In his book After Our Likeness: The Church as the Image of the Trinity (Grand Rapids: William B. Eerdmans, 1998), Miroslav Volf also states that Matthew 18:20 is foundational. Consider this statement:
I will join this long tradition [Ignatius, Tertullian, Cyprian, John Smyth] by taking Matt. 18:20 as the foundation not only for determining what the church is, but also for how it manifests itself externally as a church. Where two or three are gathered in Christ’s name, not only is Christ present among them, but a Christian church is there as well, perhaps a bad church, a church that may well transgress against love and truth, but a church nonetheless. (pg 136)
He then continues:
The church is first of all an assembly: “where two or three are gathered in my name, I am there among them…†Doubtless, however, the life of the church is not exhausted in the act of assembly. Even if a church is not assembled, it does live on as a church in the mutual service its members render to one another and in its common mission to the world. The church is not simply an act of assembling; rather, it assembles at a specific place (see 1 Cor. 14:23). It is the people who in a specific way assemble at a specific place. (pg 137)

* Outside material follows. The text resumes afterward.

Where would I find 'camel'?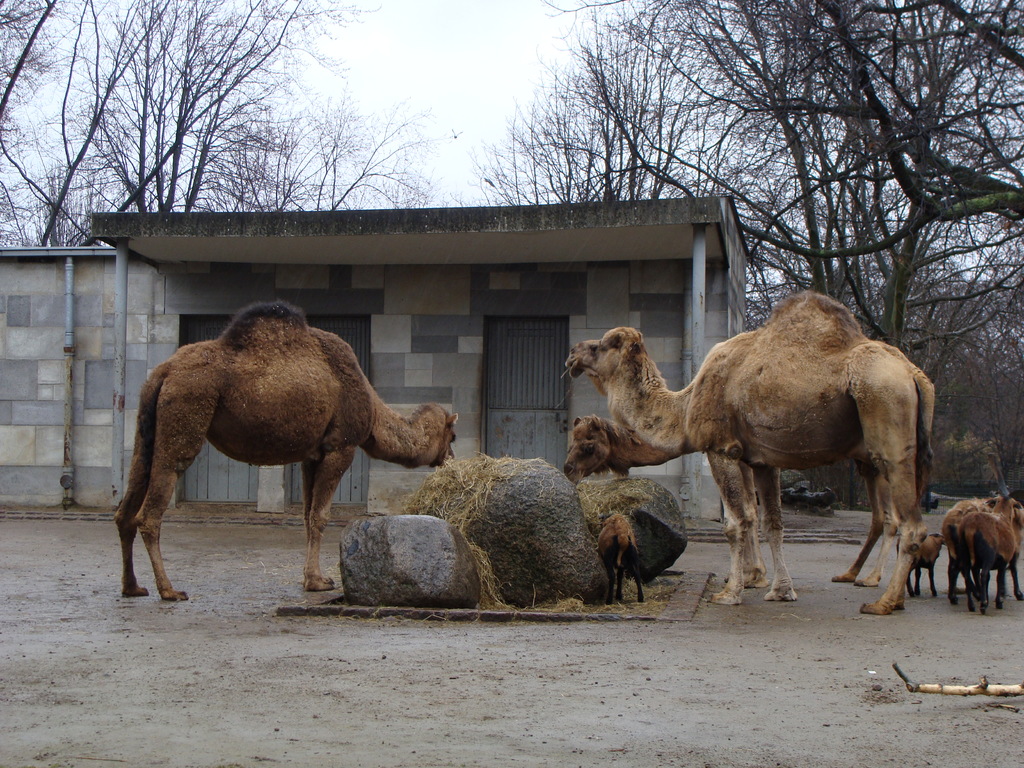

Besides focusing on the foundational nature of Matthew 18:20 to define the nature of the church, Volf also recognizes that the people do not become the church because they are assembled. Rather, the people are the church because Jesus has called them out of the world to be the new “ekklesia” of God. Because the people are the church, they assemble.
As Volf reminded us, Jesus said, “Wherever two or three are gathered in my name, I am there among them.” (Matt. 18:20) Is this passage foundational for understanding the nature of the church? What does this passage tell us about the church? As the church, how do we respond to this passage?
So what are your thoughts about the insistance on “at a specific place”?
Maël,
Ok… so I don’t agree with everything that Volf said. Thus, I didn’t comment on that part. I do not believe that the church is defined by meeting “at a specific place”.